Now don't say a word, because I know better it was like Davey Crockett's coonskin, that he kept stealing from behind the bar. They take my stock for security and then hand it to Stoddard and he sells it over to you, and by the time we get through Stoddard has still got the stock and I owe the bank a million.

Crockett's eye was on the nearest battery and he was slowly raising Betsy. "Which is to be first, Davy?" asked Bowie. "The one with the rammer in his hand." Crockett took a single brief look down the sights and pulled the trigger. The man with the rammer dropped to the earth and the rammer fell beside him. He lay quite still. Crockett seized a second rifle and fired.

Occasionally they came to a deep but narrow gully. Crockett, with his hatchet, would cut down a small tree, and by its aid would cross. At length the water became so deep that Crockett's little boy had to swim, though they evidently had not yet reached the channel of the stream. Having waded nearly half a mile, they came to the channel.

"Sure," grinned Denver, "but cut out that 'friend' talk. It makes me kind of nervous." "I'll do it!" promised Bunker, "I'll do anything you ask me. You saved my bacon on them claims. That snooping Dutch Professor tipped them jumpers off that I'd promised my wife not to shoot, but I guess when they see you come rambling up the gulch they begin to feel like Davey Crockett's coon.

"Certainly," he said, "he hasn't gone back to the house. Here is the double line of tracks, side by side, from the house Steggles' ordinary boots with iron tips, and Crockett's running pumps; thus they came out. Here is Steggles' track in the opposite direction alone, made when he went back for the sweater.

It was a flourishing little Mexican town of about one thousand inhabitants, situated in a romantic dell, about sixty miles west of the River Sabine. The Mexicans and the Indians were very nearly on an intellectual and social equality. Groups of Indians, harmless and friendly, were ever sauntering through the streets of the little town. Colonel Crockett's horse had become lame on the journey.

The beautiful creature, with erect head and spreading antlers, gallantly stopping to investigate the danger to which his family was exposed, would have moved the sympathies of any one but a professed hunter. Crockett's bullet struck him, wounded him severely, and he limped away. Hotly the two hunters pursued. They came to a large tree which had been blown down, and was partly decayed.

The bushes were all bent down with the ice which clung to their branches, and were so bound together that it was almost impossible for any one to force his way through them. The ice upon the stream would bear Crockett's weight. He followed it down a mile or two, when his dogs started up a large flock of turkeys. He shot two of them. They were immensely large, fat, and heavy.

The hardships of war had blighted Crockett's enthusiasm for wild adventures, and had very considerably sobered him. He remained at home for two years, diligently at work upon his farm. The battle of New Orleans was fought. The war with England closed, and peace was made with the poor Indians, who, by British intrigue, had been goaded to the disastrous fight.

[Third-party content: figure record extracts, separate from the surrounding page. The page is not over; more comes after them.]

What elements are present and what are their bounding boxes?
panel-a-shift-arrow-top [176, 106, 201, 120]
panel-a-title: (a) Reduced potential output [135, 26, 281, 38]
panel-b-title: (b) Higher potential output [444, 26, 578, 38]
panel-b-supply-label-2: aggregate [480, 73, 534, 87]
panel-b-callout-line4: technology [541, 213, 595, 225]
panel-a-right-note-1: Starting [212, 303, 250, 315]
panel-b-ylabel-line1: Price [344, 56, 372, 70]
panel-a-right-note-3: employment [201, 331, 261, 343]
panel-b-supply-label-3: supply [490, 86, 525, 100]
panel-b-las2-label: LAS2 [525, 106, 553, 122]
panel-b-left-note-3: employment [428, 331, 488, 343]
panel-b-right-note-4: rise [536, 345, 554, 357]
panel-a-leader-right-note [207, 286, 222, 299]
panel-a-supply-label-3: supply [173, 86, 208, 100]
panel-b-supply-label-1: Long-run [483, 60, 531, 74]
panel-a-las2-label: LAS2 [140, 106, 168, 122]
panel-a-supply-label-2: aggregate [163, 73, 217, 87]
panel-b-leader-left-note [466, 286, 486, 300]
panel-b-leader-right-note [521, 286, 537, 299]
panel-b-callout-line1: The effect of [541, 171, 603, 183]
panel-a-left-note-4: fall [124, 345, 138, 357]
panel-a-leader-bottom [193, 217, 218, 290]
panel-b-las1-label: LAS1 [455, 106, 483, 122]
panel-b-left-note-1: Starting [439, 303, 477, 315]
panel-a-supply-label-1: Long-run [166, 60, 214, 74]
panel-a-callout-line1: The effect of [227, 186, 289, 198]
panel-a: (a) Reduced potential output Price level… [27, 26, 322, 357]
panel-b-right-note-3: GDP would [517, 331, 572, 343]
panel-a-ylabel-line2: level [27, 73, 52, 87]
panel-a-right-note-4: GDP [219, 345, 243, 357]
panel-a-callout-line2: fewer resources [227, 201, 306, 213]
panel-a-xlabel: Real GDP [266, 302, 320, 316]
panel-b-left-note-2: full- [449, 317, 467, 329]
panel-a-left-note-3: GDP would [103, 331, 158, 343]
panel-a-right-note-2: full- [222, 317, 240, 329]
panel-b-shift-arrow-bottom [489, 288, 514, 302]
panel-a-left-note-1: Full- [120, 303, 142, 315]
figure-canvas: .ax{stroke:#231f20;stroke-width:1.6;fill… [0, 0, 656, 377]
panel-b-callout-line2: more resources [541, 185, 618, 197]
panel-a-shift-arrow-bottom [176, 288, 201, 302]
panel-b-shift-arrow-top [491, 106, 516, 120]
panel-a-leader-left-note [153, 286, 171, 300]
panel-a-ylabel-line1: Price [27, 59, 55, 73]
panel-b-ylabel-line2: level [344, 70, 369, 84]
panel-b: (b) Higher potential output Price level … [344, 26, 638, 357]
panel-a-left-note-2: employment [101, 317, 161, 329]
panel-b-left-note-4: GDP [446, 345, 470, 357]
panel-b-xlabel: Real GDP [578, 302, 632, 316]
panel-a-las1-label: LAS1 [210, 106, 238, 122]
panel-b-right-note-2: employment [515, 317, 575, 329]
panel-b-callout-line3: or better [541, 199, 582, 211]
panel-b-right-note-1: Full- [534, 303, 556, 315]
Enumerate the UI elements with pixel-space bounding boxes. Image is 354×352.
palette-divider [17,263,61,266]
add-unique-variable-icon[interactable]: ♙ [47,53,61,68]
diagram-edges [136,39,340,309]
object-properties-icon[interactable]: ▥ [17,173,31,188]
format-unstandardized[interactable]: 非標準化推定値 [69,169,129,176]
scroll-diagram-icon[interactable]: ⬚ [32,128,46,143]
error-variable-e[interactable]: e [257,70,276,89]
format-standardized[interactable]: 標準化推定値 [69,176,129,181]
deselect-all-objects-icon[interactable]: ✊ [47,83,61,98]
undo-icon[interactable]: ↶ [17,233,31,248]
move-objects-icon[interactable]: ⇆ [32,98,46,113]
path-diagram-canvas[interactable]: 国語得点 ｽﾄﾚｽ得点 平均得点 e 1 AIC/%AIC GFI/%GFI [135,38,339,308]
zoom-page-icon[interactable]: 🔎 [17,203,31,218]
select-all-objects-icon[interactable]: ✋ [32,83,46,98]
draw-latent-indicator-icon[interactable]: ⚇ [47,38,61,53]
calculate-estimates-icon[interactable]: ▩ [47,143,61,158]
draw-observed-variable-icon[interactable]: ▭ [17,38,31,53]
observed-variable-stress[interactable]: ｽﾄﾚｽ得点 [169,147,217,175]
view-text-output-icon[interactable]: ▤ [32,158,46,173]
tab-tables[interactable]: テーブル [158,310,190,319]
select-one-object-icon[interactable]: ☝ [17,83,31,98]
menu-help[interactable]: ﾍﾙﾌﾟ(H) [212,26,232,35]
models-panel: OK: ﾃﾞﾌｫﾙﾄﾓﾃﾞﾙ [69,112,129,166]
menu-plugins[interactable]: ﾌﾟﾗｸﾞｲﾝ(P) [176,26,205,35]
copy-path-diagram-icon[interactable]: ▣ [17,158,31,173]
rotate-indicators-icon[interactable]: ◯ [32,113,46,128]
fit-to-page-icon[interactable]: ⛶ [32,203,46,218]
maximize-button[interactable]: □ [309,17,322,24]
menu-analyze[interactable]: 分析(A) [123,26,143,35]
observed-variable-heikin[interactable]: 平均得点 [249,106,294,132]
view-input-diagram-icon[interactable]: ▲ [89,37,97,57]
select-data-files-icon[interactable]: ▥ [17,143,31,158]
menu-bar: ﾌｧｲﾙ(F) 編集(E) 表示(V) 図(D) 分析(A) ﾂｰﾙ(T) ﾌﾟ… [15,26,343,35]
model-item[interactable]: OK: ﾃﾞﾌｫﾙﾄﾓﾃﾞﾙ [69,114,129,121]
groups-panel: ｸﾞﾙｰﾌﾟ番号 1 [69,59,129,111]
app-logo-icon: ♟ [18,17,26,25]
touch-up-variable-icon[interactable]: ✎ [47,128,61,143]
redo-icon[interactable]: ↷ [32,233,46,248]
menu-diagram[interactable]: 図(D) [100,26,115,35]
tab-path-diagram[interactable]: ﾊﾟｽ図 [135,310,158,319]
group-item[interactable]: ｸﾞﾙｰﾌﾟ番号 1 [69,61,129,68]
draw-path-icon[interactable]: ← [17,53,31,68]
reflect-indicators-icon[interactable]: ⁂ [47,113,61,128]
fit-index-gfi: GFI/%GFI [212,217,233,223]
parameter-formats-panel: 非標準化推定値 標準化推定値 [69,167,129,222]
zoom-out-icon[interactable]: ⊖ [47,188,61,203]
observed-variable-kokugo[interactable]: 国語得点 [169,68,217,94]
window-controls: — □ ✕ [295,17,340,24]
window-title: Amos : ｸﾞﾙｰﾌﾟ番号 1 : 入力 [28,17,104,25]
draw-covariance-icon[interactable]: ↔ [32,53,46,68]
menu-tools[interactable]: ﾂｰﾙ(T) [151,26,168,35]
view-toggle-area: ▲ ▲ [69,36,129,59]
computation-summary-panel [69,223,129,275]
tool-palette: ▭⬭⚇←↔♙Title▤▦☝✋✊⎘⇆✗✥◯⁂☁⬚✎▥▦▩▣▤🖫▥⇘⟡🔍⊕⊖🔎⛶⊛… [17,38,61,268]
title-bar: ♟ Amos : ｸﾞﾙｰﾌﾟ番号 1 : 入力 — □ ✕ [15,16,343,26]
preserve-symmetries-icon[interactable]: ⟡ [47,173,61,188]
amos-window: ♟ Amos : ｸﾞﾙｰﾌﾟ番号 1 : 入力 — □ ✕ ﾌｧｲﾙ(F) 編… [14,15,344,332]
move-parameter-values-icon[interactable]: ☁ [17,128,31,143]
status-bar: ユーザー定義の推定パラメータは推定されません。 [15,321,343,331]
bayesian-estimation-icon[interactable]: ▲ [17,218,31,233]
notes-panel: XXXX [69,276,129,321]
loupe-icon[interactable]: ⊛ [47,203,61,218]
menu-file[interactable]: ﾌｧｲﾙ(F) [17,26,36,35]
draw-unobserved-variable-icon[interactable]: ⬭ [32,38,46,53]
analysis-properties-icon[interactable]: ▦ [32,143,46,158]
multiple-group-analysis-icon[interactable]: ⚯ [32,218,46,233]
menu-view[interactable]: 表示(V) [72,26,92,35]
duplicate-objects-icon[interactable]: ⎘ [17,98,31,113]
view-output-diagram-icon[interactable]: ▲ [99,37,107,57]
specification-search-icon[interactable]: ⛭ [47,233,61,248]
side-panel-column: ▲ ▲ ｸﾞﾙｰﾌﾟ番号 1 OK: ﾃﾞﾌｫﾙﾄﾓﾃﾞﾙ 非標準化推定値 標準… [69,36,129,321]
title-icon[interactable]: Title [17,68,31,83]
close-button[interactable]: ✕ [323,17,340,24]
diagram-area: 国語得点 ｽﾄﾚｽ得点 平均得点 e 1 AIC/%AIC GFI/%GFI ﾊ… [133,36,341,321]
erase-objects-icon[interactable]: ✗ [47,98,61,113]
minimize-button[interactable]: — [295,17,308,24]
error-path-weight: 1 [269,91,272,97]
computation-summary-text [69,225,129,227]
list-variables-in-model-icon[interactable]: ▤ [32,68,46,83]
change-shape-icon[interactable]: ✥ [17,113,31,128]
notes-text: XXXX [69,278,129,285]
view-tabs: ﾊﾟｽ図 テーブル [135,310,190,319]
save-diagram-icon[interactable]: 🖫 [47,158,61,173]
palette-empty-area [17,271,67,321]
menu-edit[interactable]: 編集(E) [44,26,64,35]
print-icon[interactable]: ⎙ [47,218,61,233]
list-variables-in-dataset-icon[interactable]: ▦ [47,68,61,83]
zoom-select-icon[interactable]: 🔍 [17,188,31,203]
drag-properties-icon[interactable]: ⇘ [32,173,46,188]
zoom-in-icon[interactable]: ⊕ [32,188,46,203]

Some cruel wag wrote the following ludicrous account of this dinner-party, which went the round of all the papers as veritable history. The writer pretended to quote Crockett's own account of the dinner. "The first thing I did," said Davy, "after I got to Washington, was to go to the President's. I stepped into the President's house. Thinks I, who's afeard. If I didn't, I wish I may be shot.